Meredith attended classes under armed guard, but persevered, graduating in August 1963. By the summer of 1966, Meredith was enrolled at Columbia University School of Law, but he interrupted his studies to launch a bold personal demonstration for civil rights. Meredith announced plans to march across the state of Mississippi, covering the 220 miles from Memphis to Jackson in 16 days. The James Meredith March against Fear would show African Americans that they could safely assert their right to vote, despite years of legal obstruction, harassment, and murder. As he had done at Ole Miss, Meredith ignored several death threats, proclaiming that he would survive his long march along the state's back roads.

"There is no way for one Negro to change his basic status without first changing that of all Negroes."
—James Meredith

On June 5, 1966, Meredith set out from Memphis with an ebony walking stick that an African chieftain had given him. When he crossed into Mississippi the following morning, he was ambushed and shot; remarkably, he survived. His assailant, an unemployed member of the ku klux klan, pleaded guilty and received a five-year prison sentence (of which three years were suspended). While Meredith recovered in his hospital bed, he was visited by the leaders of major civil rights organizations. A group including stokely carmichael, of the student non-violent coordinating committee (SNCC), and Dr. King wanted to stage a protest. Meredith wanted to go on. He continued the march joined by other civil rights workers.

The marchers completed their journey by late June against often-violent opposition. It was a great symbolic victory for civil rights, but the movement itself had begun to factionalize. King and his supporters, who advocated peaceful resistance, were at odds with Carmichael's black power movement, which advocated violence if necessary to secure equal rights for African Americans.

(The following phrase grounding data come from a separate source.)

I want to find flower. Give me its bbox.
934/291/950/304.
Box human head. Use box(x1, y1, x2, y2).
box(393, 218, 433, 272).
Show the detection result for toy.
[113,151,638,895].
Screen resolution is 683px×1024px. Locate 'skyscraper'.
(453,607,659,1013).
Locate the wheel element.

Meredith returned to Columbia, completing his law degree in 1968. In the years that followed, Meredith embarked on a series of pursuits. He studied economics at a Nigerian university, established the African Development and Reunification Association, and worked as a consultant, financial planner, tree farmer, and educator.

In the 1980s, Meredith returned to the public eye, this time as a critic of integration, welfare, and affirmative action, programs that he believed did more to hurt black people than to help them. He joined the staff of conservative senator jesse helms and later supported former Ku Klux Klan member David Duke, whose welfare views he praised, in Duke's campaign for governor of Louisiana. He also took a series of walks that were reminiscent of his 1966 march, to promote his conservative vision. Meredith is the author of Three Years in Mississippi (1966).

Meredith published an historical work entitled Mississippi: A Volume of Eleven Books in 1995. In March 1997, the University of Mississippi's J.D. Williams Library accepted Meredith's donation of his personal papers, which are now housed in the library's Special Collections branch. In September 2002, Meredith was a participant in a forum sponsored by the Kennedy Library to commemorate the 40th anniversary of his admission to the University of Mississippi.

further readings

Doyle, William. 2001. An American Insurrection: The Battle of Oxford, Mississippi, 1962. New York: Doubleday.

Harris, Janet. 1967. The Long Freedom Road: The Civil Rights Story. Blue Ridge Summit, Pa.: McGrawHill.

Levy, Peter B. 1992. Let Freedom Ring: A Documentary History of the Modern Civil Rights Movement. New York: Praeger.

Motley, Constance Baker. 1999. Equal Justice Under Law: An Autobiography. New York: Farrar Straus and Giroux.

Weisbrot, Robert. 1990. Freedom Bound: A History of America's Civil Rights Movement. New York: Norton.